Domesticated lifestyle shrunk our brains

Scientists have found that the human brain has been shrinking for the past 20,000 years, and we have lost roughly a tennis ball`s worth of neurons in volume, possibly as a result of `domestication`.

London: Scientists have found that the human brain has been shrinking for the past 20,000 years, and we have lost roughly a tennis ball`s worth of neurons in volume, possibly as a result of `domestication`.

According to fossil records, at the end of the last Ice Age, 20,000 years ago, the average male brain was 1,500 cubic cms.

Now it is 1,350, meaning that we have lost roughly a tennis ball`s worth of neurons in volume, researchers said.

Professor Bruce Hood, a psychologist at the University of Bristol, compared the diminishing size of the human brain to differences between the brains of wild animals and their domestic counterparts, `The Times` reported.

"It runs totally counter to the view that the brain has been getting larger.
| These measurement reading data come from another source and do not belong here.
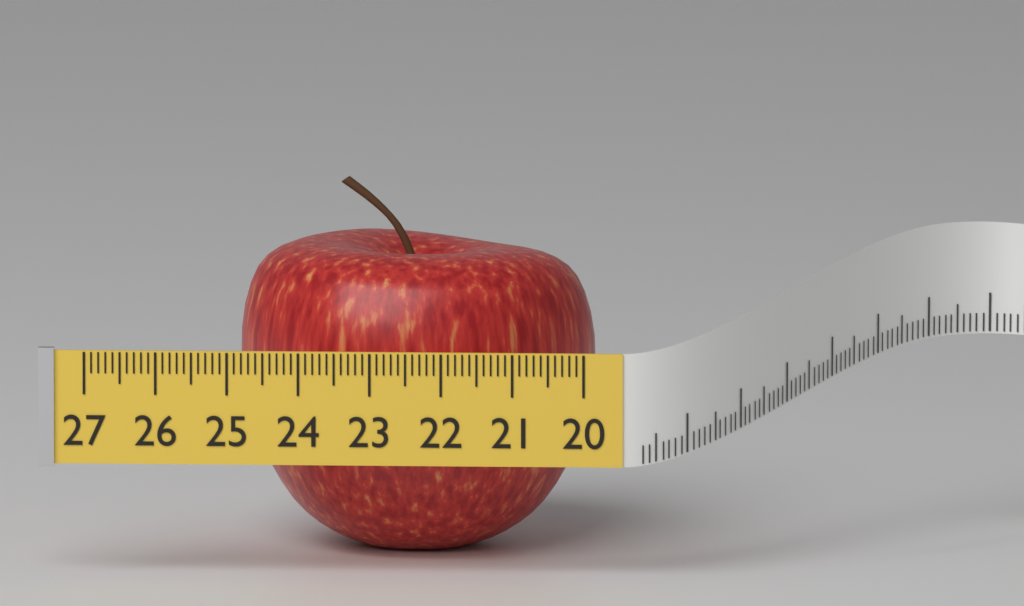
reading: 25.0 (no unit)
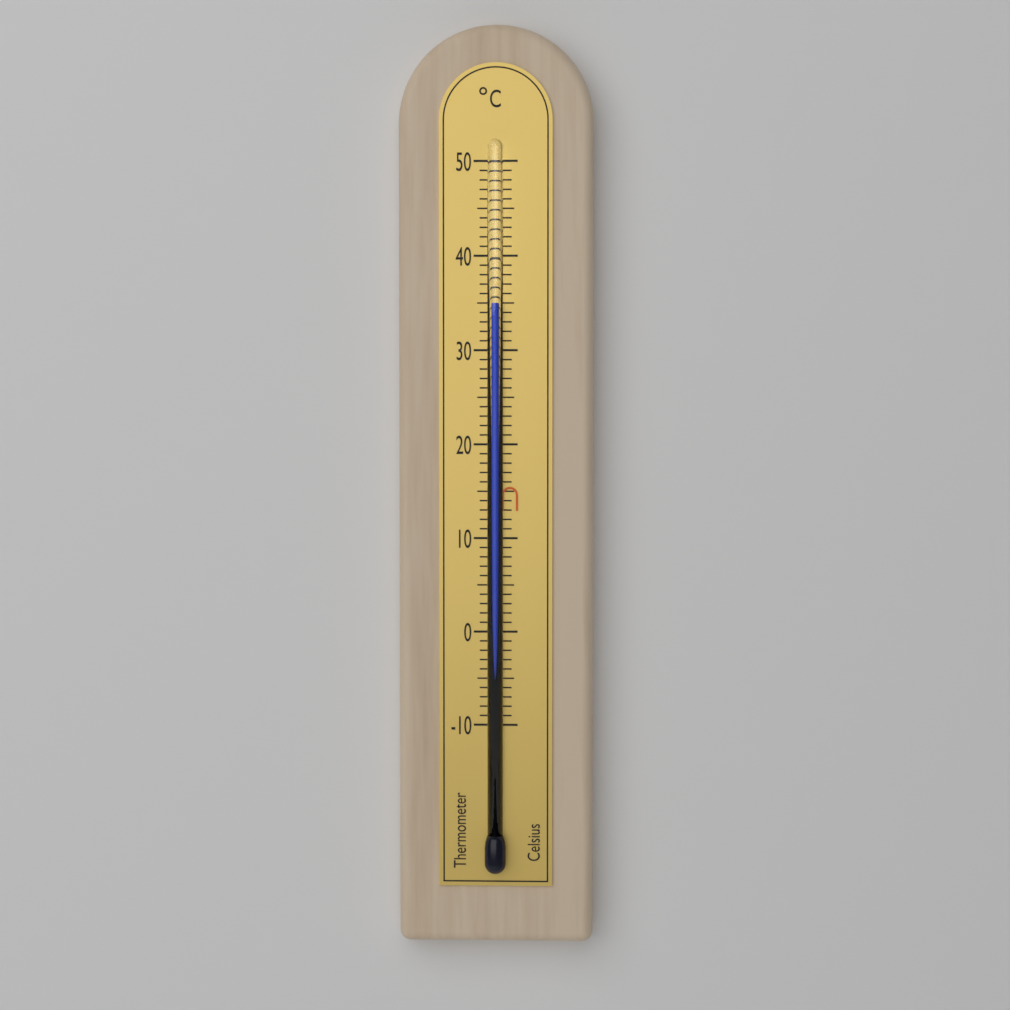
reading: 35 °C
One by-product of domestication is that brains shrink," Hood said at The Times Cheltenham Science Festival.

The reduction in brain size of about 10 per cent may be linked to the shift from a hunter-gatherer lifestyle toward living in close-knit agricultural communities, where social skills may often have trumped aggression in terms of evolutionary fitness.
If aggression was being "selected against" this may have led to a reduction in testosterone and other hormones that regulate growth, said Hood.
A similar process occurs when wild animals are purposely bred to be companion animals.

"If you breed foxes to become pro-social, they become like puppy dogs. Every animal that`s been domesticated has shrunk in brain size," Hood said.